Shining a light on your supply chain

Published: 3-Jul-2020

The COVID-19 crisis has exposed fundamental weaknesses in the healthcare supply chain, reports Roddy Martin, Chief Digital Transformation Officer at TraceLink

The ongoing COVID-19 crisis has exposed the fragility of the global healthcare system and is shining a critical light on the importance and capabilities of a digital, end-to-end, patient-centric networked supply chain.

Healthcare and pharma’s leaders are on a steep learning curve as their organisations and partners adapt and respond to the evolving crisis. A few things are becoming clear:

The healthcare supply chain has changed forever: COVID-19 is exposing fundamental weaknesses related to issues such as supply and demand visibility, test kit availability, test kit security, healthcare infrastructure capacity and the reliable availability of critical supplies. These gaps highlight the need for urgent transformation before we have any more future possible disruptions.

The supply chain strategy is now the business strategy: Regardless of what businesses were planning as their priorities for 2020, the crisis is resetting business priorities … and supply chain capabilities are at the top of the list.

The chief supply chain officer (CSCO) has emerged as a key member of the business executive leadership team. The supply chain leadership role has expanded well beyond moving products and cutting costs.

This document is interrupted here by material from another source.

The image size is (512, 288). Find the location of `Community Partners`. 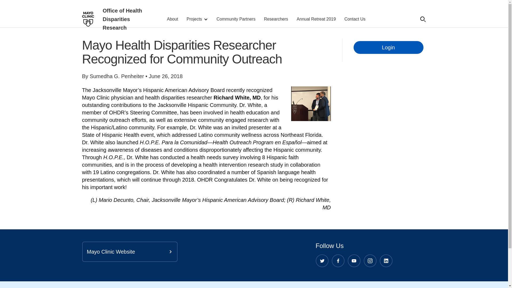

Healthcare is transforming to a patient-driven digital supply network: Richer downstream data will enable supply chain efficiency and transparency, allowing patient, market, usage and downstream insight data to be more prominent and, at the same time, orchestrate successful patient outcomes, improve inventory planning and enable higher demand forecast accuracies.

Healthcare and business transformation to a digital operating model is well on its way: Digital success depends on strong top-down cross-functional leadership and teamwork — and clear alignment between internal and external business stakeholders, including the technology teams.

Re-engineering a fragile and outdated supply chain system

Supply chain leaders and their teams must confront new challenges as the pandemic continues to unfold. This means continually learning and tracking the state of the pandemic as it evolves. The need for leaders to act locally and think globally has never been truer.

Three weaknesses have come to light in the pandemic. These provide the basis for actionable advice on where to start framing a comprehensive response to unexpected future disruptions.

Fragmented data silos

A major deficiency is end-to-end patient-centric collaboration and visibility. Partners across the healthcare network cannot share data to collaborate and be responsive with the larger partner network to responsively meet patient needs.

We know from historic pharma operating models that they relied on safety inventories to meet patient needs because of poor forecast accuracy. Long asynchronous lead times, shortages of critical packaging components and APIs, together with poor forecasting, is no longer a viable operating model for Big Pharma.

These are major drivers of the need for transformation in preparation for personalised medicine and pharma supply chain transformation post-COVID-19.

Leaders must start by changing the pharma supply chain model and reprioritise their traditional supply chain strategy. Think “end-to-end” and analyse from “patient-back to supply.”

Shining a light on your supply chain

In these analyses, the business operating and digital operating models need to consolidate the architecture and eliminate fragmented data silos to enable the connection between end-to-end processes and leverage harmonised data between collaborating partners.

A lack of transparent decision-support data

Without clean harmonised data providing clear visibility across the supply chain, it is difficult to orchestrate secure and reliable patient-oriented services across the network. To add complexity, all partners become part of the patient-centric digital platform network, including those partners and countries in the external global healthcare network.

To build transformation momentum, the business must build a guiding coalition of technology and digital transformation experts and together with supply chain leadership, orchestrate investigations into deploying a digital network platform that will support the new healthcare network operating model.

The time has come, as in other industries (such as consumer goods and electronics), to investigate patient and usage data and use those insights in the supply chain together with the right augmented analytics capabilities. This will provide the end-to-end insights needed for a collaborative supply chain and improved performance business operations measured at the customer or patient.

This will enable the fundamental pivot from supply driven pharma to demand-driven pharma.

Patient safety and security risks are mounting

Patient safety, product security and regulatory compliance are challenged because of the fragmented and disconnected nature of the end-to-end supply chain and its data. Security has become a significant factor as we prepare to globally deploy hundreds of millions, if not billions, of COVID-19 test kits and vaccines in the coming year.

Crisis has always prompted “bad actors to act” and the 2020 pandemic will likely provide an opportunity for new and sophisticated schemes to produce, distribute and divert counterfeit goods and services.

The healthcare system must build in the security, visibility and transparency of digital technologies and serialised products to eliminate and prevent any attempts to game and falsify the system.

It’s time to reassess, re-evaluate and respond

As we all hopefully transition to a post-COVID-19 world, we need to reassess supply chain operating models and revitalise our digital supply chain efforts and initiatives.

Our response needs to be elevated, not only to mitigate the effects of the crisis at hand, but also to improve the safety and efficacy of the end-to-end supply chain to serve patients better, orchestrate outcomes both now and during future potential crises.